Archive for June 2003

 
 

Fat .NET

I knew that .NET apps would be more memory intensive than native apps. But I assumed that they would be larger by some constant amount of memory. Instead, they seem to be N times larger, where N is a relatively big number.

I have an app that uses roughly 3 megs of heap and has less than 10 megs of binaries, including the system ones. Yet its private address space is 45 megs, and the working set is also fairly large even when the app is not doing that much.

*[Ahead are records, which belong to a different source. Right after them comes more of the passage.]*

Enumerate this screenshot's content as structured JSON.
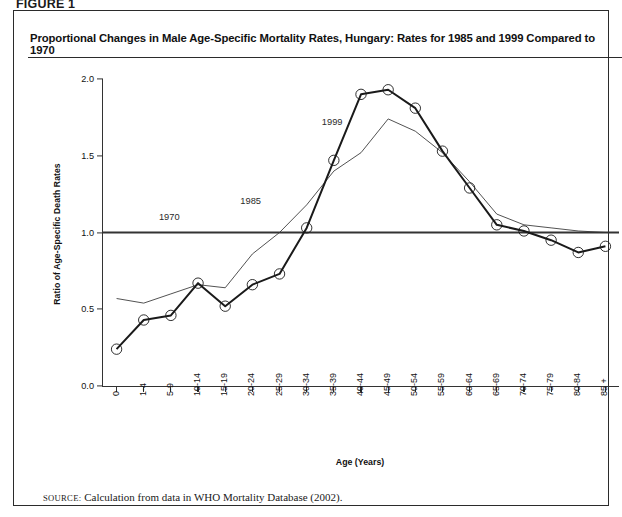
{
  "figure": {
    "tag": "FIGURE 1",
    "title": "Proportional Changes in Male Age-Specific Mortality Rates, Hungary: Rates for 1985 and 1999 Compared to 1970",
    "source_prefix": "Source:",
    "source_text": "Calculation from data in WHO Mortality Database (2002)."
  },
  "chart_data": {
    "type": "line",
    "title": "Proportional Changes in Male Age-Specific Mortality Rates, Hungary: Rates for 1985 and 1999 Compared to 1970",
    "xlabel": "Age (Years)",
    "ylabel": "Ratio of Age-Specific Death Rates",
    "ylim": [
      0.0,
      2.0
    ],
    "yticks": [
      0.0,
      0.5,
      1.0,
      1.5,
      2.0
    ],
    "ytick_labels": [
      "0.0",
      "0.5",
      "1.0",
      "1.5",
      "2.0"
    ],
    "grid": false,
    "legend": "inline-labels",
    "categories": [
      "0",
      "1-4",
      "5-9",
      "10-14",
      "15-19",
      "20-24",
      "25-29",
      "30-34",
      "35-39",
      "40-44",
      "45-49",
      "50-54",
      "55-59",
      "60-64",
      "65-69",
      "70-74",
      "75-79",
      "80-84",
      "85 +"
    ],
    "series": [
      {
        "name": "1970",
        "style": "thick-flat-reference",
        "color": "#333333",
        "values": [
          1.0,
          1.0,
          1.0,
          1.0,
          1.0,
          1.0,
          1.0,
          1.0,
          1.0,
          1.0,
          1.0,
          1.0,
          1.0,
          1.0,
          1.0,
          1.0,
          1.0,
          1.0,
          1.0
        ],
        "label_text": "1970",
        "label_x_category": "5-9",
        "label_y": 1.09
      },
      {
        "name": "1985",
        "style": "thin",
        "color": "#333333",
        "markers": false,
        "values": [
          0.57,
          0.54,
          0.6,
          0.66,
          0.64,
          0.86,
          1.0,
          1.18,
          1.4,
          1.52,
          1.74,
          1.66,
          1.52,
          1.33,
          1.12,
          1.05,
          1.03,
          1.01,
          1.0
        ],
        "label_text": "1985",
        "label_x_category": "20-24",
        "label_y": 1.19
      },
      {
        "name": "1999",
        "style": "thick-with-circle-markers",
        "color": "#1a1a1a",
        "markers": true,
        "values": [
          0.24,
          0.43,
          0.46,
          0.67,
          0.52,
          0.66,
          0.73,
          1.03,
          1.47,
          1.9,
          1.93,
          1.81,
          1.53,
          1.29,
          1.05,
          1.01,
          0.95,
          0.87,
          0.91
        ],
        "label_text": "1999",
        "label_x_category": "35-39",
        "label_y": 1.71
      }
    ]
  }
}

But here’s what surprised me the most: The very first thing that app does in debug mode is create a new AppDomain, loads a bunch of assemblies into it, runs some unit tests and then unloads that AppDomain. You’d expect the memory usage to drop to the level it was at before the newly created AppDomain started loading the assemblies, but I ended up with additional five megs in the address space.

Windows Usability

Windows usability has steadily improved since Windows 3.1 days. However, one huge problem still persists: applications pop up to front and take input focus asynchronously. One moment you’ll be typing in one window and then the next moment you’ll find yourself typing into a completely different window. Internet Explorer has a habit of doing this, and so does Visual Studio when debugging.

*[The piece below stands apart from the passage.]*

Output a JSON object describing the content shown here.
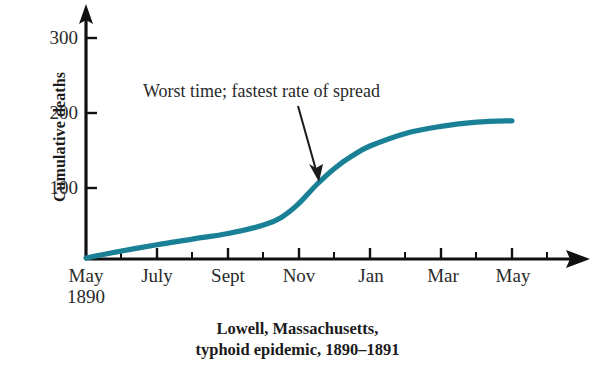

An unrelated but equaly frustrating problem is the way the taskbar tries to make you feel uncomfortable because you are in a debugging session. One of the asserts I have never seen before has fired last night at 1 AM. Never mind, I said, I just had a beer and am in no state to debug. So I’ll just leave the debugging session open, do other stuff, and will examine the program state tomorrow morning. Then I accidentaly clicked on the program being debugged on the taskbar. Windows tried to shift the focus to it but failed because the program was paused in the debugger. This caused the taskbar to stop functioning and I was left with Alt-Tabbing between 30 or so open windows. Sigh.